For 15 years, Tom Gore made a good living selling used cars. Before that, back in Texas, he ran his own concrete business. Both jobs, he says, depend on the kindness of the "Yes, sirs" and "No, ma'ams" that pepper Gore's Southern speech.
In the past year, after quitting a job and then getting hit by a car, homelessness has come as a rude shock to the 48-year-old, not so much for the hardship of sleeping in doorways or trying to sell Real Change with an injured leg, but the indignity of discovering that a stranger could pull a stun-gun on him and chase him up a public street -- and that he would be the one arrested.
That's what Gore says happened to him on Nov. 11 as he was selling Real Change near the door of an Albertson's grocery in Seattle at North 130th St. and Aurora Ave. N. He was handcuffed and taken to jail on a charge of pedestrian interference that was later dropped. But officers did not arrest or charge the man who Gore says brandished a Taser in his face that night and repeatedly threatened to hurt him.
The weapon was being used for self-defense, says Seattle Police Department spokesperson Mark Jamieson, which is legal. So is carrying a Taser, he says. No permit is required.
Gore says the incident began as he was standing in the parking lot closest to the door of the Albertson's, calling out "Real Change" to customers who passed him on their way to their cars. One woman who came out of the store around 9 or 9:30 p.m. didn't like being solicited and began yelling at him, he says.
"'Get away from me,'" Gore recalls her saying. "'You all are just drug addicts and alcoholics.'"
Gore told her that wasn't true, and the woman started cursing at him and threatening to call the police. She walked away, but was still yelling at him over her shoulder when, further up the slope of the parking lot, he saw her come face to face with two men who were walking toward the store.
He saw one of the men talk with the woman for a moment, he says. Then the man came running at him and put a Taser in his face. "'I'll Tase you if you ask anybody else about the paper,'" the thirtysomething said, revving the device so that it made a "zhht, zhht" sound.
Gore pointed out that the woman had already left, and the two of them had no quarrel, but it did no good. "I walked off 10 feet and he came up on me again and stuck [the Taser] at my head," he says. He dodged two more lunges to his head, then turned and walked out of the parking lot and up the hill of 130th to Aurora.
The whole way up the sidewalk, he says, the two men and the sound of the "zhht, zhht" were right behind him, but the man never fired the weapon's electrified prongs. They had just reached the corner, and the man and Gore were trading words again, when four to five police officers arrived and separated them.
The police report, which does not include any of Gore's account, relates an opposite story: that it was Gore who followed and was demanding money from the men with the drawn Taser. In the report, the owner of the Taser is described as the victim.
"He pulled it out for his protection," says police spokesperson Mark Jamieson. "He was fearful [Gore] was not going to leave him alone and would become more aggressive" -- the whole reason, Jamieson says, that officers had to respond to the scene in the first place.
As police held him at the corner, Gore says an Albertson's store manager came out and told the officers that he had been demanding money from customers and blocking their way, something Gore denies. "I sold cars for 15 years, so I know how to treat people," he says. "I'm very polite."
The background check that officers ran on Gore, however, turned up a warrant he didn't know he had: It was for drinking a can of beer in public last summer and failing to show up for a subsequent court date -- a problem common to the homeless, who may have no address at which to receive court papers.
By the time officers found the warrant, Gore says, the other guy -- who had at first been handcuffed -- had his cuffs off and was sitting in the back of a police cruiser talking and joking with officers.
Gore was taken to a holding tank at the county jail, where he was booked and released the next morning. At some point before he was taken there, he says, one of the officers threw his newspapers on the ground and stomped on them, telling him that selling the paper is panhandling and that he arrests people for it all the time.
Police spokesperson Jamieson says Gore must have misunderstood.
"There is an ordinance that prohibits aggressive panhandling. I think he heard that term," Jamieson says. "Certainly people can sell newspapers, but yelling at people and blocking their way is [what] led to the problems" at Albertson's.
Gore says the police version of the story makes no sense. With a weak heart and a swollen leg that hasn't healed since he was hit by a car crossing Highway 99, he's in no position to menace anyone, he says. And the police couldn't tell him whose path he was supposed to have impeded, he says, because the woman was long gone.
"I've never, ever had anybody cuss at me," says Gore, who started selling Real Change last fall and tries to share what he can with his four children in Texas.
"For somebody to knock you like that and then to keep on and then to get somebody to [come at] you with a Taser, it's degrading," he says. "You know, we're not dogs. We're not killers.... It was shocking."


## YOUR GOAL
Once you reach the line containing "Task: Click on the div: Transactions" in the entries below, write out that line and each one after it down to the line containing "This screenshot has width=1347, height=669.", exactly and with nothing added.

## DATA EXCERPTS
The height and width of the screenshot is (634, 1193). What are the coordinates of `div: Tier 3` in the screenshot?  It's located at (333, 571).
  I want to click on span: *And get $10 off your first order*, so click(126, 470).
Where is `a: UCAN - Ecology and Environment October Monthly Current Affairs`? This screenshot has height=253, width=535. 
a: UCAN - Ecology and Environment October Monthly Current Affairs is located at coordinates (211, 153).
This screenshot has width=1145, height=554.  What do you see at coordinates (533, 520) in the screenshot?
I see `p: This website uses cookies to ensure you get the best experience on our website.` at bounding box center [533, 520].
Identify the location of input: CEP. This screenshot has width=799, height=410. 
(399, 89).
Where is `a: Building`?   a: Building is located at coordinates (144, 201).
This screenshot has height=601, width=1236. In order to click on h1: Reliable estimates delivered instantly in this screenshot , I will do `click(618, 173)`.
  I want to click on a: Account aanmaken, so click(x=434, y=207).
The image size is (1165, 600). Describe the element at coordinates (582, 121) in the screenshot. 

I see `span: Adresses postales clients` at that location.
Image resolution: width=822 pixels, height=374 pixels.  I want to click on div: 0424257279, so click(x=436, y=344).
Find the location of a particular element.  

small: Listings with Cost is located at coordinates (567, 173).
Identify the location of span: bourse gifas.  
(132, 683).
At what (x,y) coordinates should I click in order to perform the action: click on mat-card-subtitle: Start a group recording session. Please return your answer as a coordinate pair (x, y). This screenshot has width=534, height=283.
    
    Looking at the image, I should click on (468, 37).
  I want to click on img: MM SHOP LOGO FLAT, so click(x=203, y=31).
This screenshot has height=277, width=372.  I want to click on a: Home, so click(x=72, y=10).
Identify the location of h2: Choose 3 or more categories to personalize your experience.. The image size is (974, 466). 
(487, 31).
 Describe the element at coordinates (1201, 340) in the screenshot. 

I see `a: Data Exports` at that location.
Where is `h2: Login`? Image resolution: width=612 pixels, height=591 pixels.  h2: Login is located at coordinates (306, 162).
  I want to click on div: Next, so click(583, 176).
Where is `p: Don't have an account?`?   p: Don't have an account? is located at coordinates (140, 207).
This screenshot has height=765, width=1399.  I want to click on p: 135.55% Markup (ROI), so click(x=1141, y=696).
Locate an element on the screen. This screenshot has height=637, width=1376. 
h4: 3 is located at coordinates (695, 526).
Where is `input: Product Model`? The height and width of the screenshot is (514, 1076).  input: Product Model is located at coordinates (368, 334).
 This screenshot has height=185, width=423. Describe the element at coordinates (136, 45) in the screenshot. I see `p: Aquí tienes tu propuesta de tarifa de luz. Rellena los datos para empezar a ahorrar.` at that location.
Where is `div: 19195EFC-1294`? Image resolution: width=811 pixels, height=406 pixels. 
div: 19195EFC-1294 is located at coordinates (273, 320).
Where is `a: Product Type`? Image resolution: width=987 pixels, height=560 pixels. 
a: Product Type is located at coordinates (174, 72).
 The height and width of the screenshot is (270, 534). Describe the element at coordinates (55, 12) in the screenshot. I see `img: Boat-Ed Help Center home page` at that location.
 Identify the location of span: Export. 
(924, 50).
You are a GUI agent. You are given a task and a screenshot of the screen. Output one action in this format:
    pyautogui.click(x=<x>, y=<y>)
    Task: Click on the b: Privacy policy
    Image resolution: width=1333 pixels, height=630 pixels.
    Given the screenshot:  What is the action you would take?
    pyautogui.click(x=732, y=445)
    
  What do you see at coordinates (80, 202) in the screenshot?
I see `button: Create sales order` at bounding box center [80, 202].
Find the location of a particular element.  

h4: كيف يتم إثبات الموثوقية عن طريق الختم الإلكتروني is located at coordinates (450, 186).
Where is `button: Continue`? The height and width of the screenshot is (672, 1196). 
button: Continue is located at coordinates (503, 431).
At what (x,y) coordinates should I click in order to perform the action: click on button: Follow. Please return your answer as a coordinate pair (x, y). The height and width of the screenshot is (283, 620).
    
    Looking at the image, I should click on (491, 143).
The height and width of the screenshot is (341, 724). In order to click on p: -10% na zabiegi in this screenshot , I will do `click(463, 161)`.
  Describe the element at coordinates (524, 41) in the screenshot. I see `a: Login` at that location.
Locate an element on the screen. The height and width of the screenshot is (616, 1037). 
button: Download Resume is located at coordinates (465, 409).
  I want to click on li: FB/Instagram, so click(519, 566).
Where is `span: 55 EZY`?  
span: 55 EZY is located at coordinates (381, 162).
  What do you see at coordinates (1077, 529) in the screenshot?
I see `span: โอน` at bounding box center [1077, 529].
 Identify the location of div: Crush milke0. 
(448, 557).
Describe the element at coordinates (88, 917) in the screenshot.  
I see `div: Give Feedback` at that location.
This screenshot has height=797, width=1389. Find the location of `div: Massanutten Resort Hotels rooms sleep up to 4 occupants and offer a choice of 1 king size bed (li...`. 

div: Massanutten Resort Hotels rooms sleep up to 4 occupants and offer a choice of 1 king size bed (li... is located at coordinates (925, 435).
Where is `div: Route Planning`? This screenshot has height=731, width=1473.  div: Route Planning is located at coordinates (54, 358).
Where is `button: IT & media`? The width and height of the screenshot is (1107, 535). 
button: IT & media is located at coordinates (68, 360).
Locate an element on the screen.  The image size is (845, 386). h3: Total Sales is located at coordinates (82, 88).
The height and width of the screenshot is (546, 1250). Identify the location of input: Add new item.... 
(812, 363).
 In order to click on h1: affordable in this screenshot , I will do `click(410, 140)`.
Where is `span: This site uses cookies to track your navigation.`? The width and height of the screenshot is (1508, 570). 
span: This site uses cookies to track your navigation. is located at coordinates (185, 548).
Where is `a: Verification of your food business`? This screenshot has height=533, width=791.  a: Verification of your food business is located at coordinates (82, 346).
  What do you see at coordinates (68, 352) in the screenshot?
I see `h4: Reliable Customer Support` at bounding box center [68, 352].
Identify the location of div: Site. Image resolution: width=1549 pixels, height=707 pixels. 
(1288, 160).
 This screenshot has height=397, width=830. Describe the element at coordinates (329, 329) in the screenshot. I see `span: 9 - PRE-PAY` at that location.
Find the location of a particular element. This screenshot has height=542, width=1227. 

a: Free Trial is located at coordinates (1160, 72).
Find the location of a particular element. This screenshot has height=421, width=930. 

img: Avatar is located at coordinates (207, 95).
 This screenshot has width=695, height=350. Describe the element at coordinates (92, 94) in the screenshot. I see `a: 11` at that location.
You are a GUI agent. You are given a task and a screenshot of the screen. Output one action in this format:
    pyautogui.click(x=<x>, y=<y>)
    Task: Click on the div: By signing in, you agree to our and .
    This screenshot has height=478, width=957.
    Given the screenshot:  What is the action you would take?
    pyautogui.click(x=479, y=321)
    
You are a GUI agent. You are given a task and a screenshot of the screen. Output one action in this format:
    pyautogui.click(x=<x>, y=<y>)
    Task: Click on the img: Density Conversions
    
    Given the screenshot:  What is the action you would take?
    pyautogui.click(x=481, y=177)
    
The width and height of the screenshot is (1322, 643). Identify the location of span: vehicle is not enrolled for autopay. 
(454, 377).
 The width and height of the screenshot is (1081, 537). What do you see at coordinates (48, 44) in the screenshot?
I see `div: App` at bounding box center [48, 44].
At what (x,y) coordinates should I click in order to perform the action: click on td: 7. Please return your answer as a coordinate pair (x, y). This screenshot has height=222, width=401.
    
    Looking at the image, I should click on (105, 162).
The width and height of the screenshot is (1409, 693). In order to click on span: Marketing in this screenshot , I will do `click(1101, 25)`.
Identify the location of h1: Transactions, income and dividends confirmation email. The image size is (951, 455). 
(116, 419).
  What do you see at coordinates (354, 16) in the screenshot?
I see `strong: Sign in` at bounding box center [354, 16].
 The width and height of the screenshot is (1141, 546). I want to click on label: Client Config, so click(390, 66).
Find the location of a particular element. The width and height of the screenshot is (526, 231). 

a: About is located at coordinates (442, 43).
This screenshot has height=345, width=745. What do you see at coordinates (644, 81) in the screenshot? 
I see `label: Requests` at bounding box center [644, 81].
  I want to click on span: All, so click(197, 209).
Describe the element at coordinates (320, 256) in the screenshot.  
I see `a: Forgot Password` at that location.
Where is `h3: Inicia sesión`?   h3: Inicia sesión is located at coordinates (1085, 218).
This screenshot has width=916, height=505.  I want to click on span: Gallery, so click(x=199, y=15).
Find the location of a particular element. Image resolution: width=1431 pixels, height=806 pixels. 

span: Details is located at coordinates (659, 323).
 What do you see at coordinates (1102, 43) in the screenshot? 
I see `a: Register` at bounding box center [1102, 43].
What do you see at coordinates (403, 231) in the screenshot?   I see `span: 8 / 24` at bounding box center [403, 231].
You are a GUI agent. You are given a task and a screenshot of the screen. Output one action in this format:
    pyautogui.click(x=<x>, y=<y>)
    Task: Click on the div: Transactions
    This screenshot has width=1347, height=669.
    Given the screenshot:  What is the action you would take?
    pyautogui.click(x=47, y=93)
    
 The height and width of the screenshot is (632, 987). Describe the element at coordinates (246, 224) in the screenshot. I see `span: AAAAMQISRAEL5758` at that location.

## SOLUTION FOR THIS TASK
    Task: Click on the div: Transactions
    This screenshot has width=1347, height=669.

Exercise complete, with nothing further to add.